Home industry environmental-sustainability New Zealand mulls over pricing livestock burps to reduce greenhouse gases
Environmental Sustainability
CIO Bulletin
2022-06-08
New Zealand released a draft plan to put a price on agricultural and livestock emissions to tackle one of the nation’s most significant sources of greenhouse gases, burping cattle and sheep.
The proposal would make New Zealand, a prominent agricultural exporter, the first nation to have farmers pay for emissions from livestock, New Zealand’s Ministry for Environment said.
New Zealand has nearly 16 million sheep and 10 million cattle and a population of 5 million people.
Nearly half of the nation’s total greenhouse gas emissions come from agriculture, mainly methane. Still, agricultural emissions have previously been exempted from the nation’s emissions have previously been exempted from the nation’s emissions trading scheme, drawing criticism of the government’s commitment to halt global warming.
Under the nation’s draft plan, put together by the farm community and government representatives, farmers will be required to pay for their gas emissions from 2025. There will be a different price for short-and long-lived farm gas, although the government will use a single measure to calculate their volume.
The proposal includes incentives for agriculturalists who reduce emissions through feed activities, while on-farm forestry can be used to offset emissions. Revenue from the plan will be invested in research, development, and advisory services for farmers.
Susan Kirby, an agricultural economist at ANZ Bank, said the proposal would potentially be the most significant regulatory disruption to farming since the removal of agricultural subsidies in New Zealand in the 1980s.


Work task:
Wherever the word "ffffff" appears in a line of the records, copy that line.
# # # #
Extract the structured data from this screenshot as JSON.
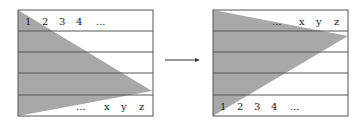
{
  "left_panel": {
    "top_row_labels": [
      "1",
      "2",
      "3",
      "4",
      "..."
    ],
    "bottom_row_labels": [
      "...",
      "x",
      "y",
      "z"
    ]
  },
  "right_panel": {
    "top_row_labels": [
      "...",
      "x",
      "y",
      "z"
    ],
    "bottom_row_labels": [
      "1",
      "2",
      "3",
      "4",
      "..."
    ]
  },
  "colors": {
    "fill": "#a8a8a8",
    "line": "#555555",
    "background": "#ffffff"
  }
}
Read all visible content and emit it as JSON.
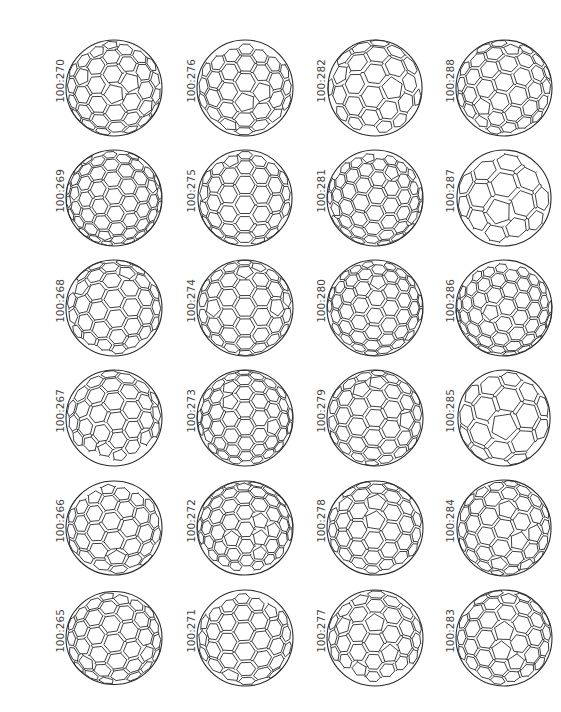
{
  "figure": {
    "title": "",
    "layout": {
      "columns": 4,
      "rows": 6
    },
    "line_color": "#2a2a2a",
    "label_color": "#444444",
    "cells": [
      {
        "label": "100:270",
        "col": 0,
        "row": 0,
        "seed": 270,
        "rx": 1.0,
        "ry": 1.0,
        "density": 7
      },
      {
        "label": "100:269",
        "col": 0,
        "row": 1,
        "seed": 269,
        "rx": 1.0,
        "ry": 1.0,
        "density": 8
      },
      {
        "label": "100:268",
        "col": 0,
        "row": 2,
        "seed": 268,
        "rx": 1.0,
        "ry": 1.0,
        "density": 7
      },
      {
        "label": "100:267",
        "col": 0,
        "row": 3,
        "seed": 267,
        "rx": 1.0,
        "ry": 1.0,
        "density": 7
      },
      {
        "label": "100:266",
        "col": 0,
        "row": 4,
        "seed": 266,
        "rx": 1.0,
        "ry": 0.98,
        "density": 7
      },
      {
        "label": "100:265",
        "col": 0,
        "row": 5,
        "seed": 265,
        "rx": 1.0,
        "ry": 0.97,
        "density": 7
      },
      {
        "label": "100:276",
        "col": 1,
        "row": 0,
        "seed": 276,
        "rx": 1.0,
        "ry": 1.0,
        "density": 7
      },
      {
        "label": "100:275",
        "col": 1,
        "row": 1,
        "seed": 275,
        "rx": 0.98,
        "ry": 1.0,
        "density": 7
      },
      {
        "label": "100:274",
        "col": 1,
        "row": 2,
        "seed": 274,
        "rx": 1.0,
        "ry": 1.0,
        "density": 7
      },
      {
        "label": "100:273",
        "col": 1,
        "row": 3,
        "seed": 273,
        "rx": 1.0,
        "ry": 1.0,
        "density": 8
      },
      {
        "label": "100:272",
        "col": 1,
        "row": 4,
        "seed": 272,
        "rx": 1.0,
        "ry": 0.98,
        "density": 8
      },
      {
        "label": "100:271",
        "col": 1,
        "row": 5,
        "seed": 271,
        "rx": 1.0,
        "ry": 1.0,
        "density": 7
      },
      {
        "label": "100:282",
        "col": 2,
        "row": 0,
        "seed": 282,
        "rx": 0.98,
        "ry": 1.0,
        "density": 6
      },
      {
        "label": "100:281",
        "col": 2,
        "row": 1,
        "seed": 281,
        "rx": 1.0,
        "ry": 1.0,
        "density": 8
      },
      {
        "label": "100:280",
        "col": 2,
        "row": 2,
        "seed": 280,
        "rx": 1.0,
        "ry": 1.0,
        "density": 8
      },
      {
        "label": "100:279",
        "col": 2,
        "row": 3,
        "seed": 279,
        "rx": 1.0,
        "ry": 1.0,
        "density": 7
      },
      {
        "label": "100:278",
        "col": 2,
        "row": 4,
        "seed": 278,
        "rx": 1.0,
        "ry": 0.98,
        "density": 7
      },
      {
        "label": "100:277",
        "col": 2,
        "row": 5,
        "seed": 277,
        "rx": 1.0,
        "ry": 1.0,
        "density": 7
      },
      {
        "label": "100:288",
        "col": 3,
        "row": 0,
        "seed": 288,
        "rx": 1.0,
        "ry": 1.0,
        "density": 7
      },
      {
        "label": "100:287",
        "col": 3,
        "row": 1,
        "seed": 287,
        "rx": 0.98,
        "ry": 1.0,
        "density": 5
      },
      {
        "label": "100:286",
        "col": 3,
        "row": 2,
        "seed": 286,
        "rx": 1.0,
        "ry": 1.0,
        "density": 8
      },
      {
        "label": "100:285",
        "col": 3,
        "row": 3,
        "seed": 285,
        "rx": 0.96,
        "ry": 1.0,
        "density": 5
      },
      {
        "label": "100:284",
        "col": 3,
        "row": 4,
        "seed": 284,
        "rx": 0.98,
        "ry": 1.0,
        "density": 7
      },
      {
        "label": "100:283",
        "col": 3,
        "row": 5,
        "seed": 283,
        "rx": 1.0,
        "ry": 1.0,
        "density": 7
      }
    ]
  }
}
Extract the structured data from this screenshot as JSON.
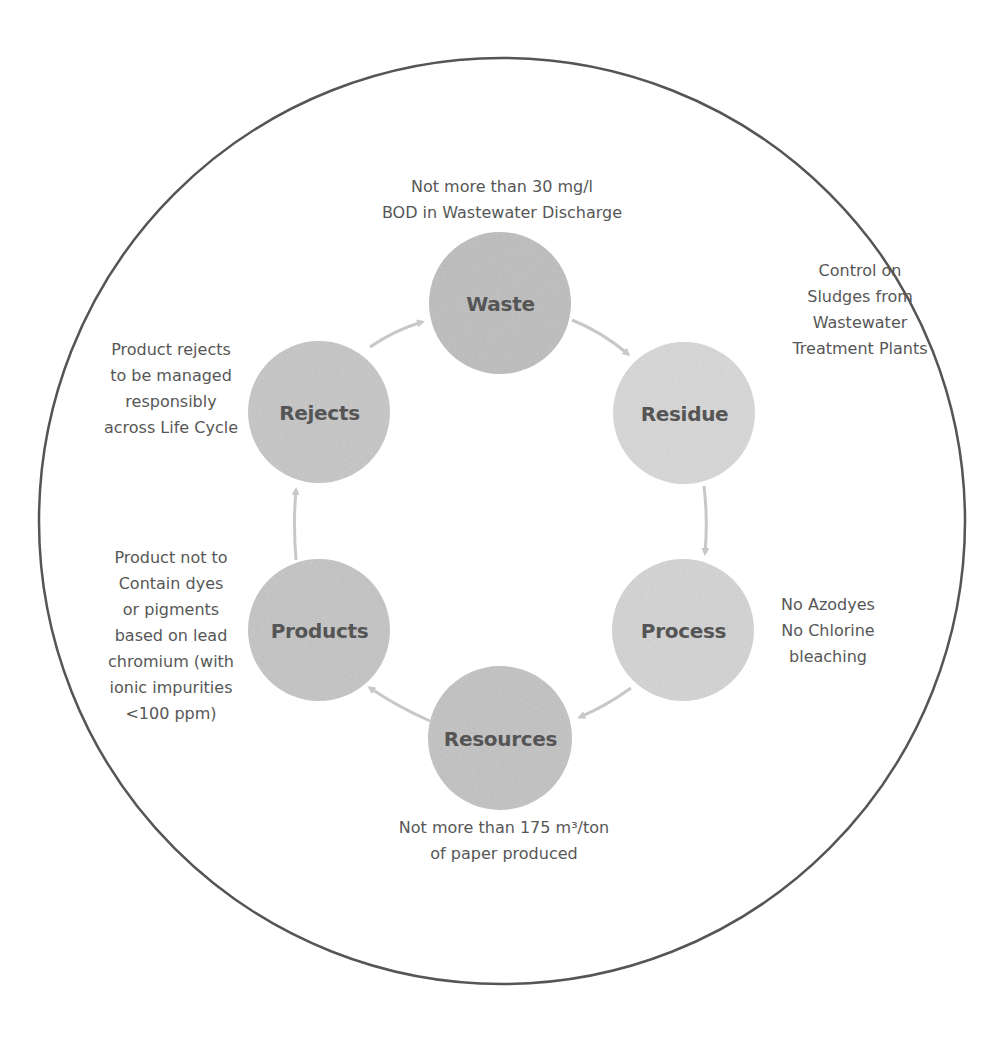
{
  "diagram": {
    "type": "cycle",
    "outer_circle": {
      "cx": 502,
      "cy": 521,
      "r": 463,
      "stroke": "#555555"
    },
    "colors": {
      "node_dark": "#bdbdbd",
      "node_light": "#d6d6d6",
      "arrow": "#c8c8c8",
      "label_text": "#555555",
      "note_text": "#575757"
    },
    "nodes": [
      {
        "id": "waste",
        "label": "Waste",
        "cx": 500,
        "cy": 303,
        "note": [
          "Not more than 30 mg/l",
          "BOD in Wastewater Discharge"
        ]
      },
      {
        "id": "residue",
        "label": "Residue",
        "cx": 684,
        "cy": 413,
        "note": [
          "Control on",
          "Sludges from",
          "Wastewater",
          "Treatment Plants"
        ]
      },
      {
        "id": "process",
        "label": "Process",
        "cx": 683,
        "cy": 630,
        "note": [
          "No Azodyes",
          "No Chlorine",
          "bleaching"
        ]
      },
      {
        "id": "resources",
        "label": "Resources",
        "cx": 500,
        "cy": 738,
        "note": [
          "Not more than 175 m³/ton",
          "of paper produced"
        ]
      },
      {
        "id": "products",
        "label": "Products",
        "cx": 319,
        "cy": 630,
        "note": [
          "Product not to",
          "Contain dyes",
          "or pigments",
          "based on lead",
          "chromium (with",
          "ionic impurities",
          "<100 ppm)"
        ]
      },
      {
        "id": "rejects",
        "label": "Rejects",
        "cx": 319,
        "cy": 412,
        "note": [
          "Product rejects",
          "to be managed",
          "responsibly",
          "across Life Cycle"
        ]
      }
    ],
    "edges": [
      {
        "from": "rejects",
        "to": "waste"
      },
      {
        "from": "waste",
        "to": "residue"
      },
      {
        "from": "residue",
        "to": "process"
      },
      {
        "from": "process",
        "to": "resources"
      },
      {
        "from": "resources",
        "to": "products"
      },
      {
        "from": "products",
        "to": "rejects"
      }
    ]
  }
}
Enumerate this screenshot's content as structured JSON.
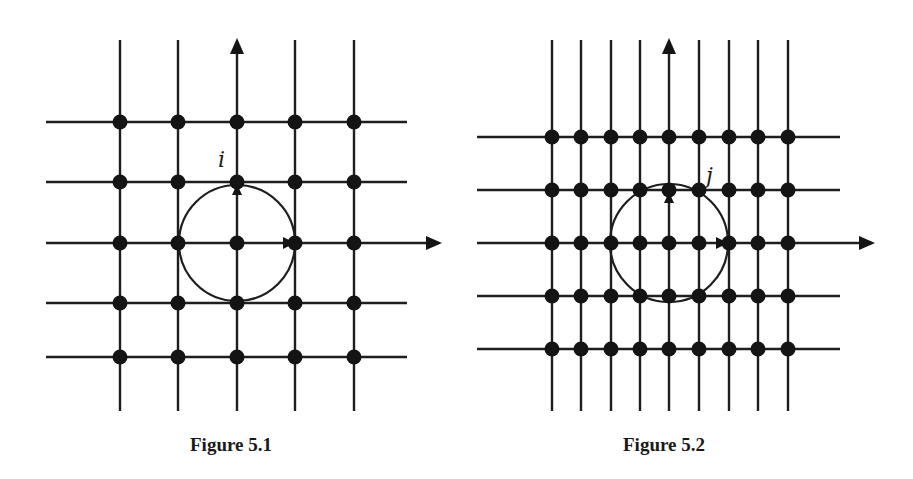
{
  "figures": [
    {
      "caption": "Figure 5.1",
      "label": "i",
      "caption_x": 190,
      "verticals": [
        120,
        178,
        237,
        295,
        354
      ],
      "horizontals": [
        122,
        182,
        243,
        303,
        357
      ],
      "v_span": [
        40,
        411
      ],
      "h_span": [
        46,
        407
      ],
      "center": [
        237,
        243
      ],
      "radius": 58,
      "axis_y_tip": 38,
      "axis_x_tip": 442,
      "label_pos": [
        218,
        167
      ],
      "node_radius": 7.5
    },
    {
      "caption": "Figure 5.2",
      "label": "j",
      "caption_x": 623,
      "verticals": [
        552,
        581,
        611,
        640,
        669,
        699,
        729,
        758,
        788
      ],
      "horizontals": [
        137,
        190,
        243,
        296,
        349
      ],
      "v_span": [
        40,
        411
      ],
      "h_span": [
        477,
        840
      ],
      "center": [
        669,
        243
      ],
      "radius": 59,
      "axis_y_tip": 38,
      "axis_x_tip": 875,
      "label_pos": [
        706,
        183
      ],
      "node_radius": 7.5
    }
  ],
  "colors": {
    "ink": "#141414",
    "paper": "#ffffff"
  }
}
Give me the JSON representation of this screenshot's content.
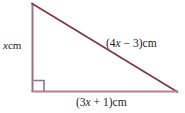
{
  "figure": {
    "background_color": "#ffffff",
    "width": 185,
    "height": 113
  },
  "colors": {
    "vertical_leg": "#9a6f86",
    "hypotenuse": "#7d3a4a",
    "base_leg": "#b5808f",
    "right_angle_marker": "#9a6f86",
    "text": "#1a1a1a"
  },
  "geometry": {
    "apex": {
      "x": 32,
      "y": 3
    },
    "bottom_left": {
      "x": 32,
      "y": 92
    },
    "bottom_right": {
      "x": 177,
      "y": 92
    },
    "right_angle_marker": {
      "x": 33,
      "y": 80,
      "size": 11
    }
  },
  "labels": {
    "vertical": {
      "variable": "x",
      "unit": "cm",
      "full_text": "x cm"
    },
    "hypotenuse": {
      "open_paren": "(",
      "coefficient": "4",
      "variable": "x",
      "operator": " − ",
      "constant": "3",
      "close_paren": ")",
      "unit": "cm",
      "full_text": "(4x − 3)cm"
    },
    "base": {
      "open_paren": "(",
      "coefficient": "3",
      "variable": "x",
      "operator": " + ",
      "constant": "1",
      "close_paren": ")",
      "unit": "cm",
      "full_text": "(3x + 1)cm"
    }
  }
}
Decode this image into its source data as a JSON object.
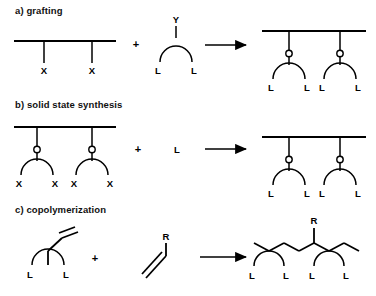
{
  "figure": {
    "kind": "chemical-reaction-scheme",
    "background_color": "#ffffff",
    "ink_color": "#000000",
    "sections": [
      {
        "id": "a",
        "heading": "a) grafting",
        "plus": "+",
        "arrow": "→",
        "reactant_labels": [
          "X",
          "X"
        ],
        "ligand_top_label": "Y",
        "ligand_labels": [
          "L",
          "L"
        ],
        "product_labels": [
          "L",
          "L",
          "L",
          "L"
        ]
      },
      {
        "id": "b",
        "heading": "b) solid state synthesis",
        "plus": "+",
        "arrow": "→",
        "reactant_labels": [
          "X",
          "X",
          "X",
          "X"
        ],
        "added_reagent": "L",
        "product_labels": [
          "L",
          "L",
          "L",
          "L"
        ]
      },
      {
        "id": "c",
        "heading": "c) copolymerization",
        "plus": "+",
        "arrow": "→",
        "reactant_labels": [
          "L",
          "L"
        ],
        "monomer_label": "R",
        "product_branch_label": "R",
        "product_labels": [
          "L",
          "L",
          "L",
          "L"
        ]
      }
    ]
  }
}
# # # #
Your response:
    "background": "#ffffff"
    "paper": "#ffffff"
    "background_color": "#ffffff",
    "background_color": "#ffffff",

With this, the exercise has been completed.